If you spend a lot of time on the phone, use a headset or the speaker function, so you’re not holding the phone for long periods, Trivedi said. And good light is crucial to prevent eye strain. (Lighting and temperature in an office are often out of the individual worker’s control. ​Consider using a space heater or a desk lamp to help with that, she said.)

But most importantly, Trivedi said, you need to move around. Sitting in one position for long periods of time — in an office or at home — is bad for the spine. She suggested setting an hourly alarm as a reminder to get up from that sitting position, stretch, walk around, or do some other task for at least five minutes.

“A lot of it is using the resources that you have to the fullest,” said Trivedi. “It’s not expensive. Bringing that monitor up to your eye level — you don’t have to get an adjustable desk to do that. Just stick a book under it, right? If you can’t get a headset, put your phone on speaker.”
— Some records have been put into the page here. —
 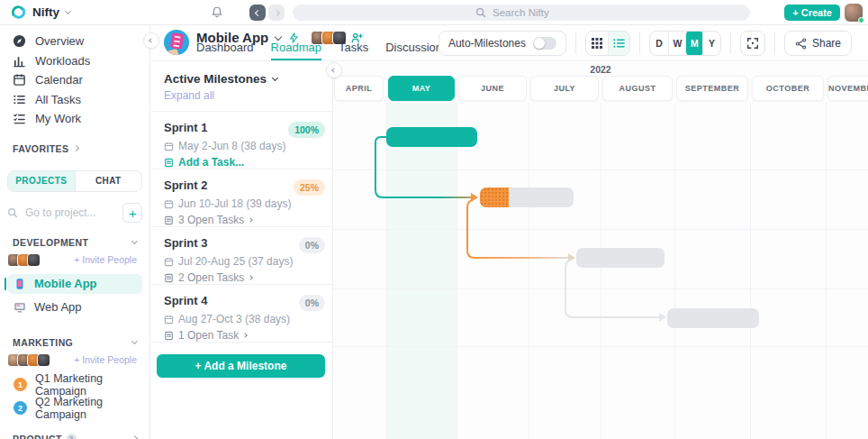 I want to click on add-task-link: Add a Task..., so click(x=245, y=162).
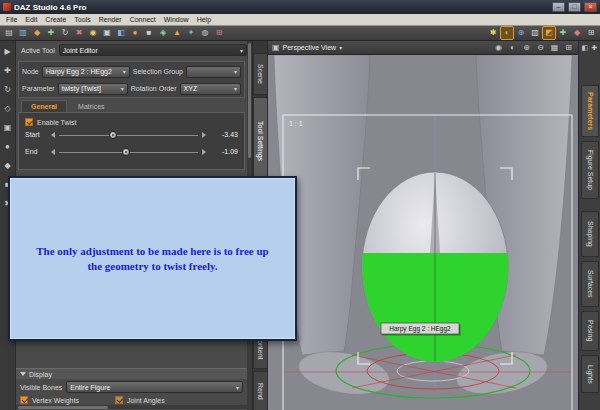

At home, Ahmed found relief by putting a box underneath her laptop, using a footstool, and buying butt and back cushions for the dining chair at her out-of-office workstation.

Her company doesn’t plan to return to regular in-person work until 2022 and will likely implement a hybrid model. When they do, Ahmed said, she’ll be more mindful of the ergonomics of her workstation, and she plans to bring some of her at-home adjustments with her to the office when she returns.

She’s looking forward to sitting in a true office chair, and she hopes the commute, and working from multiple workstations each week, will improve her situation.

“I won’t be sitting in the same chair every day of the week. So my body won’t have to be, you know, subject to the same thing every day,” she said. “And I think by breaking it up, maybe that will help.”